As you have now all ingredients at hand, it’s up to you to make this happen.
I don’t own the device nor do I use DietPi, so I’m not interested in it.

The alias works well to have the rtc as default module!

I have created an overlay (meson-odroid-c4-rtc.dts):

/dts-v1/;
/plugin/;

/ {
    compatible = "hardkernel,odroid-c4";

    fragment@0 {
	target-path = "/aliases";
	__overlay__ {
            rtc0 = "/soc/bus@ffd00000/i2c@1d000/rtc@51";
            rtc1 = "/soc/bus@ff800000/rtc@a8";
        };
    };

    fragment@1 {
        target = <&i2c2>;
        __overlay__ {
            status = "okay";
            pinctrl-names = "default";
            pinctrl-0 = <&i2c2_sda_x_pins>, <&i2c2_sck_x_pins>;
            clock-frequency = <400000>; // Optional: Set the I2C bus speed
            #address-cells = <1>;
            #size-cells = <0>;
            rtc: rtc@51 {
                compatible = "nxp,pcf8563";
                reg = <0x51>;
            };
        };
    };

    fragment@2 {
        target-path = "/soc/bus@ff600000/bus@34400/pinctrl@40";
        __overlay__ {
            i2c2_sda_x_pins: i2c2-sda-x { };
            i2c2_sck_x_pins: i2c2-sck-x { };
        };
    };
};

dtbo file can be simply created from dts via dtc or I could commit directly.

Maybe a dietpi maintainer jumps in to give a hint where to PR dts and dtbo.

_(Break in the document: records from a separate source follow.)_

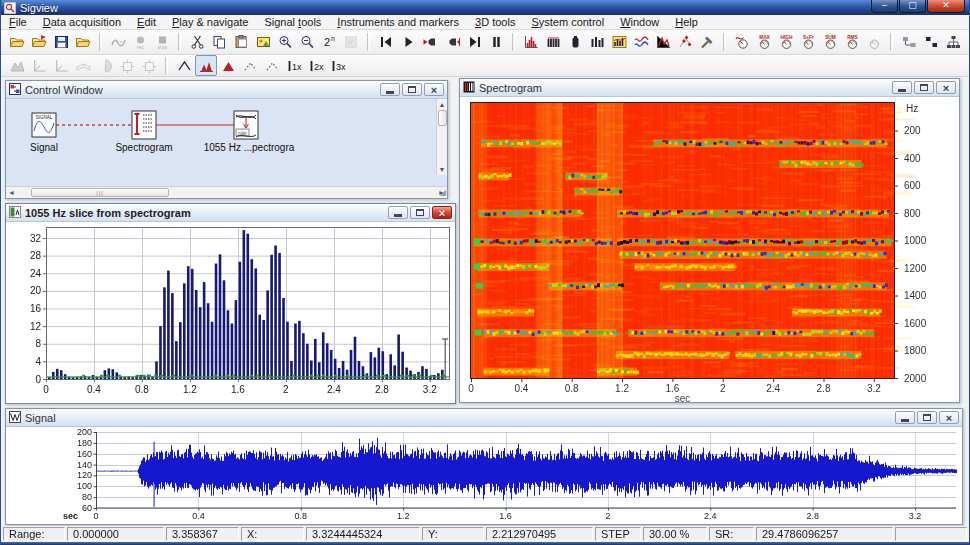 Image resolution: width=970 pixels, height=545 pixels. What do you see at coordinates (553, 42) in the screenshot?
I see `spectrogram-tool-icon` at bounding box center [553, 42].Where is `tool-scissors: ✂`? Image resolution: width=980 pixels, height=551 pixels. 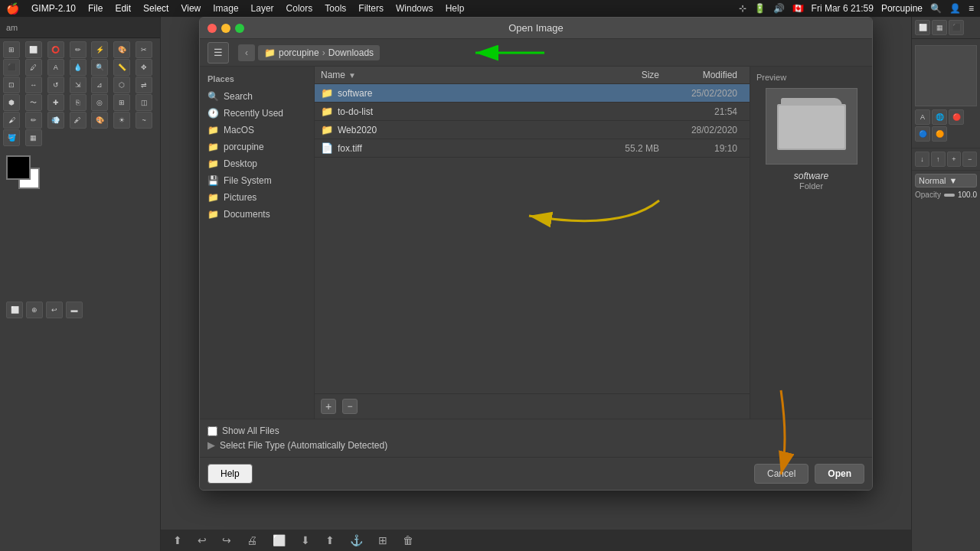
tool-scissors: ✂ is located at coordinates (144, 50).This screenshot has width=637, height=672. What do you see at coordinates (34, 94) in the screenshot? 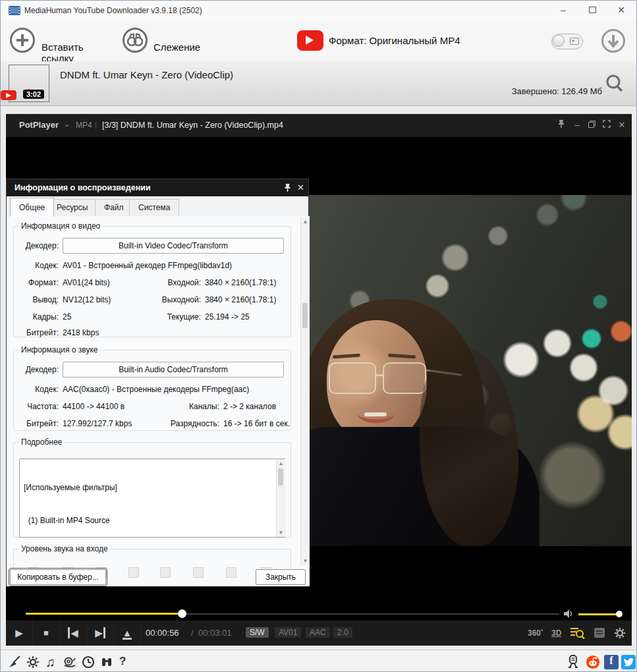
I see `duration-badge: 3:02` at bounding box center [34, 94].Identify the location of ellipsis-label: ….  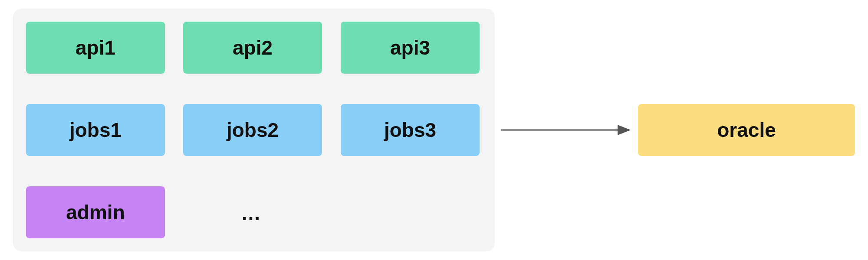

Something @MichaIng can decide on

This is not a real overlay source, but only the disassembly of the overlay, the correct source of which I already gave in my penultimate post.
And since my source code is written in absolute path notation, it can even be applied to a base DTB compiled without symbol bloat (-@).
I have added the source again as an attachment to this post, because the forum software has garbled the tabs in it in the display.